What he is claiming in effect is that the supply of rental properties doesn’t slope upwards (lower post-tax returns will reduce the supply of rental properties), which is a bold call for someone who doesn’t seem to even understand that he is making this claim.
Then there is his observation that while there are many more middle-income property investors using negative gearing — the teachers, the nurses, the ambos — than higher income property investors, the latter have larger loans. 
Gosh, that’s a surprise.
And no doubt they have read Lord Clyde.
Consider also the economic commentators who are regularly invited on to ABC Radio National and local radio. They are almost all cut from the same cloth: old-fashioned Keynesians, supporters of government intervention and distrustful of business.
Mind you, it is surely ironic that Jon Faine, local radio presenter in Melbourne, regularly invites Marcus Padley (of the Marcus Padley Newsletter) on to his show to talk about stockmarket developments. Talk about free, effective advertising for Padley.
And this is from an organisation that refuses to name stadiums by their rightful sponsors’ names because this would be a form of advertising.
Again, go figure.
The core issue that emerges from the Alberici affair is that ABC journalists are given free rein to campaign on their pet topics with insufficient supervisory control or oversight.
It was not always the case. ABC journalists regularly were refused permission to write opinion pieces and were cautioned if they overtly took sides on contentious policy matters. There is a strong case for returning to those arrangements. It is a public broadcaster, after all.
If ABC journalists want to campaign for their heartfelt causes, they should leave to set up their own sites or join the media outlets that might have them. We deserve better at the ABC.
We are fed junk by conmen and conwomen in our media. 

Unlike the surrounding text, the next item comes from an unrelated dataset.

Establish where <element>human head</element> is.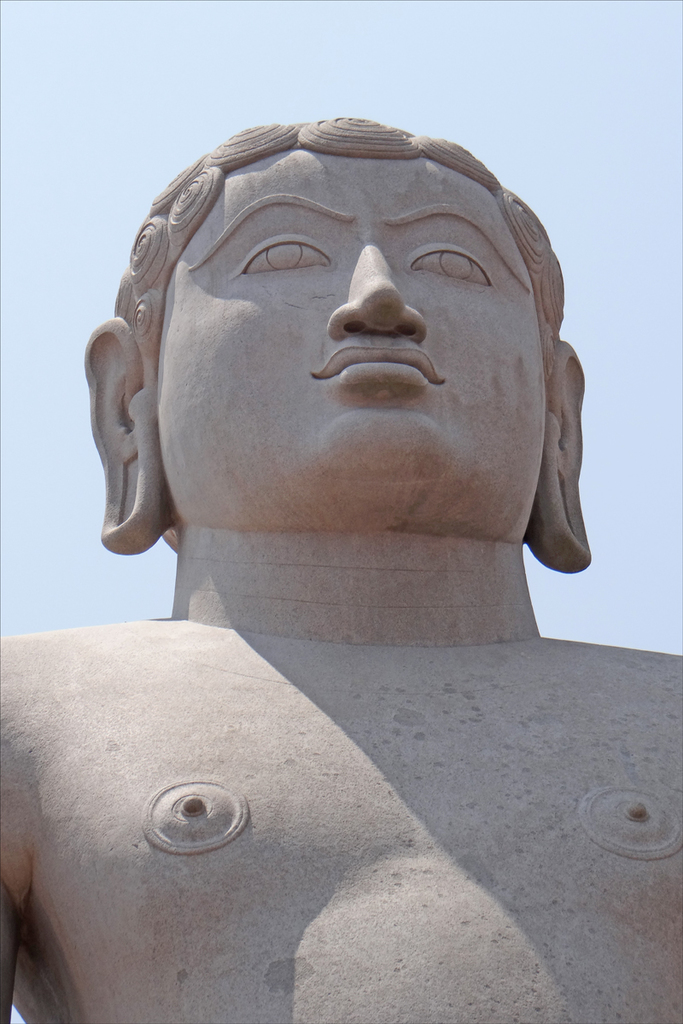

It is well to seek the truth, and ultimately The Truth.

I do not see it coming from the ABC, no matter how pretty the smile with which they deliver their cant, mendacities, lies and agitprop. 

Drink deep of Good Ale.

And say a prayer for Emma.

Pax

7 comments:

  1. Wow, superb blog layout! How long have you been blogging for?

    you made blogging look easy. The overall
    look of your site is wonderful, let alone the content!

    ReplyDelete
    Replies
    1. It is a fabulous Tavern too. You can see how long I have been blooging from the archives, which you are welcome to look through.

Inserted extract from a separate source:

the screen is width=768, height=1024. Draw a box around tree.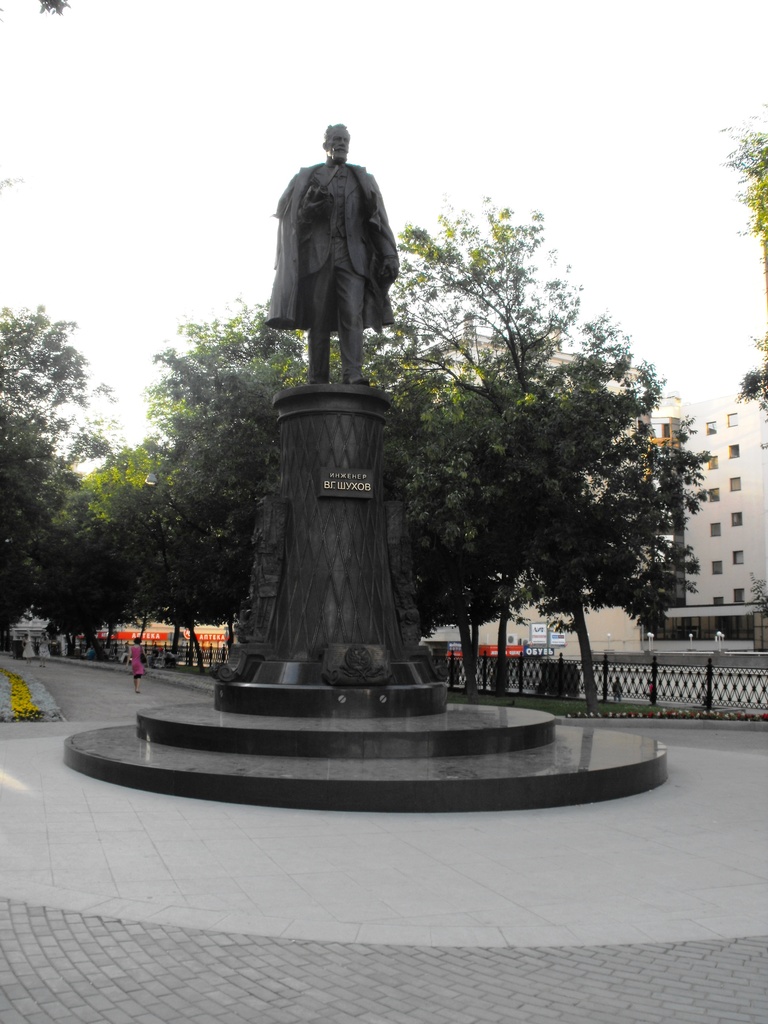
<box>733,330,767,419</box>.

      Is blogging easy? No. This post on Emma took four hours, but that was because the TV was on while I was searching for suitable illustrations, cutting and pasting content from my customers, ridding that of back stuff by putting it on 'notepad', formatting, transferring to the blog, composing the style and layout, finding songs about tax, correcting my many, many typos, attributing by name and URL.... the list of actions goes on.

      Get yourself a blog (try 'blogger', and set to work on your own. Make mistakes: learn; play, have fun, then get down to serious work.

      :)

      Delete
    2. PS. Please put 'a' name at the bottom of your comment if you use 'anonymous', so that I can address a person at least.

      Delete
  2. This sounds so uncannily like the BBC - same appointment procedures, same politics. One must be a clone of the other. They call the BBC "Aunty".

    ReplyDelete
    Replies
    1. Yep. Very much the same. 'Aunty', here, has a different connotation though. It is an honourific given to an aboriginal woman over a certain age.

      Delete
  3. In my view the ABC needs to hire an expert economics editor.

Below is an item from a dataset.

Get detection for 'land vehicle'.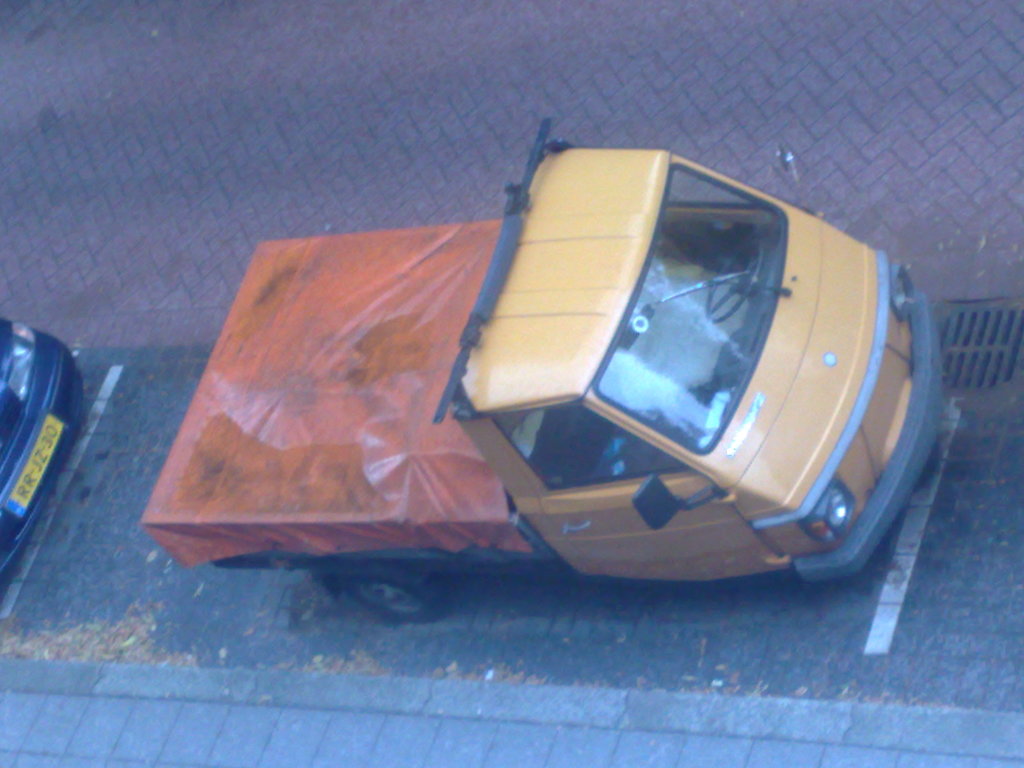
Detection: BBox(0, 321, 86, 580).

    Is there really such a thing as an economics expert? It's not like it's a science or a rigorous academic discipline. It's basically ideology.

    As to the ABC, it isn't going to be reformed because no Australian politician has the guts to do so.

    ReplyDelete
    Replies
    1. Both interesting points. Of course Economics like many 'non-science' subjects can have rigour and real-world testing, but as you say, like so many it can descend into ideology. The ABC is a lost cause. It needs to be shut down.